Eff shook her finger at me. “Weren’t you going to share this wonderful fellow with me? Shame on you.”

“I was going to wait till everyone was gone.”

“Well, I’m most displeased with you.”

But she wasn’t really, she was thrilled. Almost before I’d stopped fussing over the ghost, she was sitting back at her desk, patting the chair behind her. She’d piled the books and papers that covered the desktop on the floor, where they joined countless other piles of books and papers. “Now, let’s get back to this,” she said, picking up her pen. “Tell me how this universal suffrage works? You must have to keep voter lists, yes?”

“Did you tell her about Klea?” I murmured in the ghost’s ear, as he turned to join her.

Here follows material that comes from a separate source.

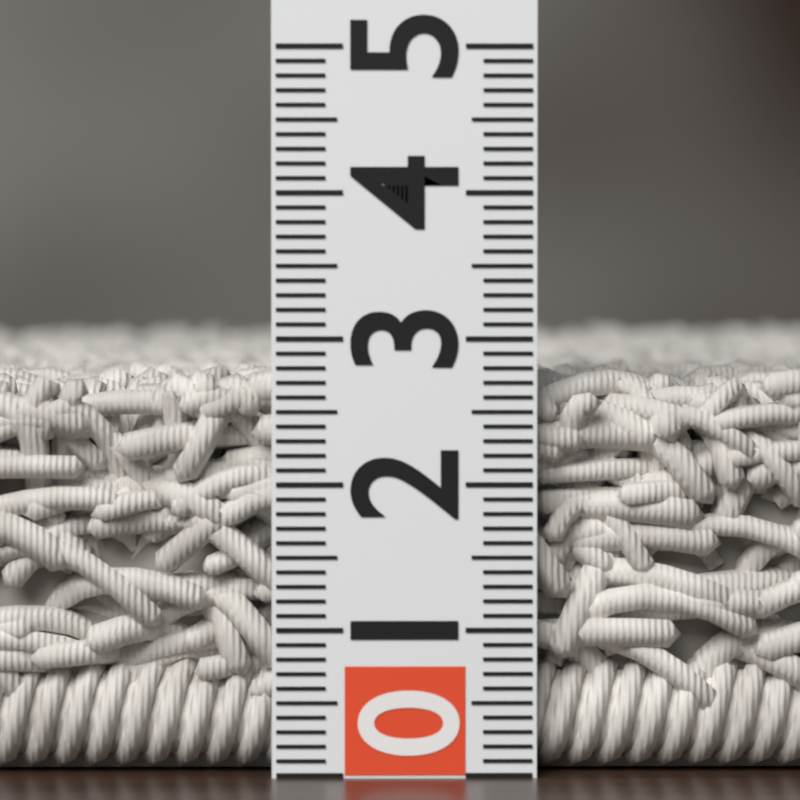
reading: 2.8 (no unit)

He grinned and shook his head. “No chance,” he murmured.

“And Illuminus?”

“And everyone votes, even the lowliest peasants? Sirrah Shadow?” called Eff.

“Your aunt is very interested in political organisation,” said Shadow. “We have talked of little else.” He turned and smiled at Eff. “I hope I can satisfy her curiosity. I do not know much about such things. I’ve never voted.”

“What?” cried my Aunt. “When you have the right? Sirrah Shadow, I’m shocked. Do you know the Imperial Guard rained fireballs on a group of cloth workers demanding the right to be heard in the Great Council? People died that day. For the right to have a say. And you’ve never voted. Shame on you! I hope you will start immediately you get back to Ghostland.”

And she smacked him on the leg in a startlingly flirtatious way.

Shadow smiled sheepishly and said he would, and Eff decided to forgive him. Not that there was any chance she wouldn’t. Soon they were sitting side by side at her desk with him drawing a diagram showing how the ghosts’ Great Council was divided into two houses.

“I’m going for a sleep,” I said. “Wake me if you need me.”

She waved absently in my direction as I went out the door, and the ghost didn’t even look up from his diagram. I didn’t mind. My Aunt was the happiest I’d seen her in a long, long time. I would have envied her the chance to find out more about Ghostland, but I was too tired.

“She’s already planning an article about the workings of universal suffrage in Ghostland,” I told Klea back in my room. My magely cousin must have worked out that everything was fine, because she was relaxing on my bed with a glass of brandy in her hand.